I bought this game a few years ago, because the PC version also comes with a download of the Android version, and at the time, my phone was still just about capable of playing games, and I was interrested to see what stuff of interest might exist in the world of pre-paid phone games (a subject I'll get back to later). It's an RPG in which the battles take the form of match-three puzzles, but there's surprisingly a lot more to it than that.
When you enter a battle, the enemies will be at the top half of the screen, and the bottom half wil be filled with gems. Clicking any gem makes it disappear and also deals a little damage to the enemies. Getting three or more in a row makes all of the lined up gems disappear and deals more damage. After playing a while, you'll also get spells, which have various effects like damaging the enemy, healing you, or changing what's happening in your little gempit. Each spell has an associated colour, and to charge a use of the spell, you have to click or line up a certain number of gems in that colour. Around the same time as you get spells, you'll also get special gems. These are different-looking gems, each only appearing as a certain colour, and they all have special spell-like effects when cleared as part of a line.

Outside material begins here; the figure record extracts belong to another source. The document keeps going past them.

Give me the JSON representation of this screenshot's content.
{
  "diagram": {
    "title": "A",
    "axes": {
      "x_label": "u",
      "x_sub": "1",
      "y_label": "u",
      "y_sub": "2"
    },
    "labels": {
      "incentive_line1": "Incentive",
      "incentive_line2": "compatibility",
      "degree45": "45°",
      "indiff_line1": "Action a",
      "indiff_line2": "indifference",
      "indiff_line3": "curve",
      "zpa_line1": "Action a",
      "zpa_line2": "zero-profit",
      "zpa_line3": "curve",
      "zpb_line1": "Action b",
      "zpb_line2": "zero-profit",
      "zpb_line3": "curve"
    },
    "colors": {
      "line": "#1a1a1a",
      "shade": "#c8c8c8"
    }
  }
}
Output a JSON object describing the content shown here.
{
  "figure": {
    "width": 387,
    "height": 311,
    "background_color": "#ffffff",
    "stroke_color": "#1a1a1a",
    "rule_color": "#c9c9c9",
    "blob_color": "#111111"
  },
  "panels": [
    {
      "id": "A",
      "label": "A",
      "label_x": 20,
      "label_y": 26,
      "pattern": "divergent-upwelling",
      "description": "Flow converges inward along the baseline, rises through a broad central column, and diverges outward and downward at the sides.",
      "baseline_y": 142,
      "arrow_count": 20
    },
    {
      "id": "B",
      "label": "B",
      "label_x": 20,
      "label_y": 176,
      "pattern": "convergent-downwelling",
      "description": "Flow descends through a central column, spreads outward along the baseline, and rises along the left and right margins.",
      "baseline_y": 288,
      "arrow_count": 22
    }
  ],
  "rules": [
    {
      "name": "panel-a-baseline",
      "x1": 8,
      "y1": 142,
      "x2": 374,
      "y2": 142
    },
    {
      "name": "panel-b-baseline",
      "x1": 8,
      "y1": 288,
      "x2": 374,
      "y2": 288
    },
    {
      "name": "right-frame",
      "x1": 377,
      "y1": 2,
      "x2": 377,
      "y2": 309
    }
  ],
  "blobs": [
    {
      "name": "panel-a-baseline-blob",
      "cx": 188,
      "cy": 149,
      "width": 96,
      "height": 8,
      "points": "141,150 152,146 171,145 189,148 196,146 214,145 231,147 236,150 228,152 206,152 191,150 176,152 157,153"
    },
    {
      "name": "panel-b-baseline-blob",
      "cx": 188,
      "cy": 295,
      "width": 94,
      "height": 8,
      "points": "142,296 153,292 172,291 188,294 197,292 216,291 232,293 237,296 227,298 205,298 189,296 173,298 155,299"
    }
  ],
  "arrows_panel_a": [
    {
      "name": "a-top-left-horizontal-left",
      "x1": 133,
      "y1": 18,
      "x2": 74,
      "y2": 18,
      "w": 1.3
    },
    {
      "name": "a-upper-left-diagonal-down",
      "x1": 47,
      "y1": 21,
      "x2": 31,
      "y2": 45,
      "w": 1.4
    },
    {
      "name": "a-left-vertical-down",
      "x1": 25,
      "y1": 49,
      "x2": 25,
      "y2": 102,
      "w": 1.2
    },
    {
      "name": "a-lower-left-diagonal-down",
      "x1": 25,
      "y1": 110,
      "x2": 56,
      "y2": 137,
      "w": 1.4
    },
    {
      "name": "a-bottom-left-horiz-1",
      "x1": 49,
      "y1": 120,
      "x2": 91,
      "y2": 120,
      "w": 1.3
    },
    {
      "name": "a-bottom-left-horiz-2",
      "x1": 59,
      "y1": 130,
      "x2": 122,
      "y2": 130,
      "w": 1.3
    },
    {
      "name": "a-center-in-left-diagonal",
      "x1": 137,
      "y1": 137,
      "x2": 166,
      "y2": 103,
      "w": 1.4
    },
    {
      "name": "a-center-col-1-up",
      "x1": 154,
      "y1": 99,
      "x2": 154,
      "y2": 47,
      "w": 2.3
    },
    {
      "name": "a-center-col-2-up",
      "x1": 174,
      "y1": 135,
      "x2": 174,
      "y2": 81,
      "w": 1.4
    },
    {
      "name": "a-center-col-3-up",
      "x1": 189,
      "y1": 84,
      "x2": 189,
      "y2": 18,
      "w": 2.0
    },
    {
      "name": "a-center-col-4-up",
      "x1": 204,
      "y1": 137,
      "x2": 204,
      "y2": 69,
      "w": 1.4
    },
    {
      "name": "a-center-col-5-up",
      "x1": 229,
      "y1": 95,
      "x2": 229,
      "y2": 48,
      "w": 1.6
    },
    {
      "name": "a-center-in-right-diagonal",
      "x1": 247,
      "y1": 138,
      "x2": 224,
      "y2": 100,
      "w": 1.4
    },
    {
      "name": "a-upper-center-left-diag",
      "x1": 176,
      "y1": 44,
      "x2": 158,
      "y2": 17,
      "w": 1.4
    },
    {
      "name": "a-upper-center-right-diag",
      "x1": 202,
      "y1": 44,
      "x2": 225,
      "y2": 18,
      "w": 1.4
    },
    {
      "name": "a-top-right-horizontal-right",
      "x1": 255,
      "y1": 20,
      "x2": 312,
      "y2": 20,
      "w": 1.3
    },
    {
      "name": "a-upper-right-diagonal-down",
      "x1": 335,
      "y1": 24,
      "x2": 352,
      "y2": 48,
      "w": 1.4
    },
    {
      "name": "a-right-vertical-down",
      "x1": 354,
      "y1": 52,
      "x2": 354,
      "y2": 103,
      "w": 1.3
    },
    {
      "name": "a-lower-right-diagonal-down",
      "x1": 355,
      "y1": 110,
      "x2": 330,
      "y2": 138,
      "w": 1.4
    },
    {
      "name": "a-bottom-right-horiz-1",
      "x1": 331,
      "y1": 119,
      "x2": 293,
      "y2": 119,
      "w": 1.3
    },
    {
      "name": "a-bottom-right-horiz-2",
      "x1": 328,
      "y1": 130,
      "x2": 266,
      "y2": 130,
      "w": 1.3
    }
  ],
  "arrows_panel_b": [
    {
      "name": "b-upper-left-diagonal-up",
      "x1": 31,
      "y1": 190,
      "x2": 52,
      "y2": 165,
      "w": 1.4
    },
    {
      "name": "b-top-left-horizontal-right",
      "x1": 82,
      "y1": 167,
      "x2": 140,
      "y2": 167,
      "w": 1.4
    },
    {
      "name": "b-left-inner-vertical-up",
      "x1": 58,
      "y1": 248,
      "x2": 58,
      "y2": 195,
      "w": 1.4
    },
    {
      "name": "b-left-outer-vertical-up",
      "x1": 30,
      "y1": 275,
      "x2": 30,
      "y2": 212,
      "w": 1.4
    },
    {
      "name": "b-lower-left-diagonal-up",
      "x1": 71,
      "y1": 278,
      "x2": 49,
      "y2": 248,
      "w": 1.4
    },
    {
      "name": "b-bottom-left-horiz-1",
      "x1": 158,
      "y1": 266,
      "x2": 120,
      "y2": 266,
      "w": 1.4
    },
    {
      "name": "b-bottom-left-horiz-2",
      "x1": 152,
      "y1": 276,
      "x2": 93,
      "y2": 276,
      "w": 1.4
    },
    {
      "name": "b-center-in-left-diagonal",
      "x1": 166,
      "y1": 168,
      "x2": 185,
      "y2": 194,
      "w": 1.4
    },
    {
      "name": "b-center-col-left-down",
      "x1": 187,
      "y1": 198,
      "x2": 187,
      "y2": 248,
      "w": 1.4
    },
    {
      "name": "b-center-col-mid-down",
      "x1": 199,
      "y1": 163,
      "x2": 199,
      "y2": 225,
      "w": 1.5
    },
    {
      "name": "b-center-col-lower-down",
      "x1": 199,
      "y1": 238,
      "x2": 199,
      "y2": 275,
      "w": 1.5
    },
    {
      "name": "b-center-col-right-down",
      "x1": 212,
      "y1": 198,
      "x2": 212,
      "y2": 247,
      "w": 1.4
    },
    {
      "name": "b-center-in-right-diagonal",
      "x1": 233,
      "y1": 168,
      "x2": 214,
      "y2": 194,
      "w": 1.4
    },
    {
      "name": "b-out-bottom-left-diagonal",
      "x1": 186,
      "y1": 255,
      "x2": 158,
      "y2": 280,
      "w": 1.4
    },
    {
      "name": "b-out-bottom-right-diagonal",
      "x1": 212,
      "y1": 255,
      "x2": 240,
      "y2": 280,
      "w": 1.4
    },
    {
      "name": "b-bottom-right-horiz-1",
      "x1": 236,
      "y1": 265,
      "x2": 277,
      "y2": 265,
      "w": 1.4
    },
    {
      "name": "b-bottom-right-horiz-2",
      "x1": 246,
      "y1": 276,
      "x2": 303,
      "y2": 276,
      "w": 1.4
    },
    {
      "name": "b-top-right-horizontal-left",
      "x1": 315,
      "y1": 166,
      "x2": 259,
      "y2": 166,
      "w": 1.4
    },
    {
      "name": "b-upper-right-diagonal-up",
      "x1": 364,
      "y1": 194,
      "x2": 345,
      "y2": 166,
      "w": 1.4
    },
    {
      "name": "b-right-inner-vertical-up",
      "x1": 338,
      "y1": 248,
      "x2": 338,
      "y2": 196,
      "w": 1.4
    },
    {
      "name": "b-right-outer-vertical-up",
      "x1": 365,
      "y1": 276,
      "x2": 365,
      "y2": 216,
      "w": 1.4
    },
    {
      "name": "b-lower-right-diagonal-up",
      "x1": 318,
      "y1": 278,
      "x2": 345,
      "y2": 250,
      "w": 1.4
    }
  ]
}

Aside from battling, the main gimmick of the game is its one-dimensional dungeon design. You traverse the overworldby just clicking the name of a location you want to go to, but in dungeings, you can go backwards and forwards. Every step you take has a chance of causing a random encounter. This could be a battle, a trap, a travelling merchant, a fishing hole, or one of a bunch of other things. So, the main point of difficulty is resource and stat management. And there are a lot of both of these things. You've got items, experience points, coins, leaves, fish, lottery tickets and more. This might sound overwhelming, but they're all introduced very gradually so you aren't overwhelmed.
Some of you might also be thinking that this sounds a lot like a free-to-play game with dark patterns and so on, and I do agree: while playing it, I was heavily reminded of the time I've spent in the past playing Immortal Taoists. There is, however, one important difference that I've already mentioned: this is a game that you buy, and which contains no microtransactions. The problem with free-to-play games that are structured like that isn't just the cost of the microtransactions themselves, but the fact that the developers are financially incentivised to design the games in such a way as to make the microtransactions more attractive: make it possible, but tedious to make progress, give players daily login bonuses so they're hooked on comig back to the game, and so on. It's known as "Dark Patterns" in game design.
Using Immortal Taoists as the example, because it's the game of this type with which I'm the most familiar, the setting draws new players in, and the carrot of endless character progression is what keeps them coming back and either watching ads or paying money. It is endless, too. The "Live Service" nature of the games means they can always raise the grapes every time player get close to grabbing them (the player is Tantalus in this analogy, and the game developer is Tartarus). Magicus offers all the positive stuff those free-to-play games, but without the negatives: dying in a dungeon is a very minor setback, you're only shown new equipment when you're at least a significant part of the way to being able to obtain it, and above all: you're given a singular long-term goal at the start of the game (obtain seven magic orbs to save the land from monsters), that has a clear and definite endpoint. I kind of wish there were more games like this! There are interesting elements in free-to-play games, but they're poisoned by the psychologically harmful structure of those games.
There's other positive things I can mention about the game, too: its cute low polygon count graphics, your lovable companions and the slowburn bond that grows between them, the fact that though it's a first person game where your character is never shown, it's still canonical that your character is a woman, reflected in the equipment you can obtain and more interestingly (though only occasionally), in the attitudes various characters have in addressing you. Anyway, I definitely recommend Magicus, it's a unique, interesting, charming, and fun little game, and you can get it from DLSite for an absolute pittance.